Two distinct problems arrived together, which is typical: latency says the pipeline is behind, the row not found error says the pipeline is also poisoned. Diagnosis locates the blockage, then the repair menu runs from surgical to nuclear.
Locate first: Replication Monitor from SSMS shows both agents per subscription, the Log Reader moving commands from the publisher log to distribution and the Distribution Agent moving them to the subscriber and which one's latency climbs names the stuck half. A tracer token, inserted from the monitor, times both legs precisely. Days of climb with a distribution agent error means commands piled in distribution behind the failing one, countable with a query on distribution.dbo.MSdistribution_status for the undelivered backlog.
The poison itself, row not found, means the subscriber lost a row the publisher later updated or deleted, someone or something wrote directly to the reporting database, the usual confession. The surgical repairs in order: identify the failing command with sp_browsereplcmds filtered near the error's transaction sequence number to see exactly which row is missing, then either insert that row at the subscriber by hand so the pending command lands, or, when the misses are many but enumerable, the sp_scriptdynamicupdproc style approaches lose to simply accepting skip and repair: setting the distribution agent profile to continue on data consistency errors clears the backlog past the poison while logging every skip, followed by tablediff run per affected table to generate the exact fix script reconciling subscriber to publisher. That pair, skip profile plus tablediff, repairs most poisoned subscribers without reinitialization.
Reinitialize when honesty demands it: subscriber drift too wide for tablediff patching, or repair time exceeding what a fresh start costs. Reinitialization from snapshot locks the publisher tables briefly during generation, initialize from backup avoids that for large publications. Afterwards, close the door the poison came through: the reporting subscriber gets read only access for its users, direct writes being how this thread gets written and a weekly tablediff in a job catches any future drift while it is still one row instead of days of backlog.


— INSTRUCTIONS TO FOLLOW —
Please restate each line of the data below exactly. Omit all images.

— INFORMATION PROVIDED —
*** Block opens ***

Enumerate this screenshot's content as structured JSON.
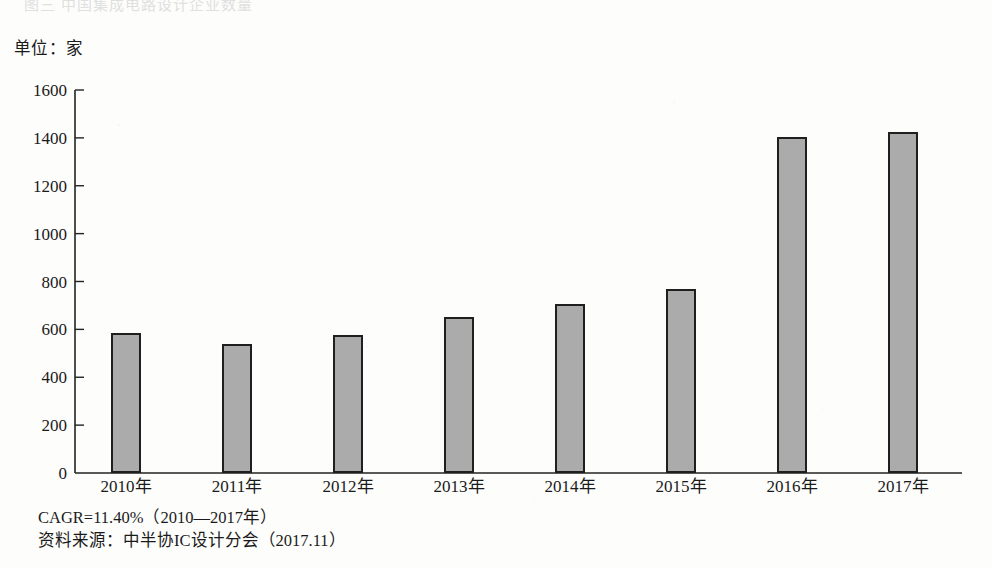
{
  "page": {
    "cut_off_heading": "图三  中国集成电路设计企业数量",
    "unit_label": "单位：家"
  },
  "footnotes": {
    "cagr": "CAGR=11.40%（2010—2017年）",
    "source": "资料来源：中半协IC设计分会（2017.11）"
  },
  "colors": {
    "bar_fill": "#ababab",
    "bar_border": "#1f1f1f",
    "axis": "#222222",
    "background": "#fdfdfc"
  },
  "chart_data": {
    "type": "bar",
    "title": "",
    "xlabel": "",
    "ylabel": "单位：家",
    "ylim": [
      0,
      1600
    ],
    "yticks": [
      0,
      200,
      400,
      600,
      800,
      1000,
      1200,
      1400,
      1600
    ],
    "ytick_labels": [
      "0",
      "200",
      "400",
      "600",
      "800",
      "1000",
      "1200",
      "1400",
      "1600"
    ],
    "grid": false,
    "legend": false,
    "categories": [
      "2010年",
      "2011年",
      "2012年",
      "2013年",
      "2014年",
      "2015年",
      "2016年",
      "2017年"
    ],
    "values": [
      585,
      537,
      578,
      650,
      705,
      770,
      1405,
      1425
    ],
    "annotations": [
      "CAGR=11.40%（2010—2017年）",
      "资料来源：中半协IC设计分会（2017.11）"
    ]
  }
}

*** Block closes ***

— TASK ANSWER —
Enumerate this screenshot's content as structured JSON.
{
  "page": {
    "cut_off_heading": "图三  中国集成电路设计企业数量",
    "unit_label": "单位：家"
  },
  "footnotes": {
    "cagr": "CAGR=11.40%（2010—2017年）",
    "source": "资料来源：中半协IC设计分会（2017.11）"
  },
  "colors": {
    "bar_fill": "#ababab",
    "bar_border": "#1f1f1f",
    "axis": "#222222",
    "background": "#fdfdfc"
  },
  "chart_data": {
    "type": "bar",
    "title": "",
    "xlabel": "",
    "ylabel": "单位：家",
    "ylim": [
      0,
      1600
    ],
    "yticks": [
      0,
      200,
      400,
      600,
      800,
      1000,
      1200,
      1400,
      1600
    ],
    "ytick_labels": [
      "0",
      "200",
      "400",
      "600",
      "800",
      "1000",
      "1200",
      "1400",
      "1600"
    ],
    "grid": false,
    "legend": false,
    "categories": [
      "2010年",
      "2011年",
      "2012年",
      "2013年",
      "2014年",
      "2015年",
      "2016年",
      "2017年"
    ],
    "values": [
      585,
      537,
      578,
      650,
      705,
      770,
      1405,
      1425
    ],
    "annotations": [
      "CAGR=11.40%（2010—2017年）",
      "资料来源：中半协IC设计分会（2017.11）"
    ]
  }
}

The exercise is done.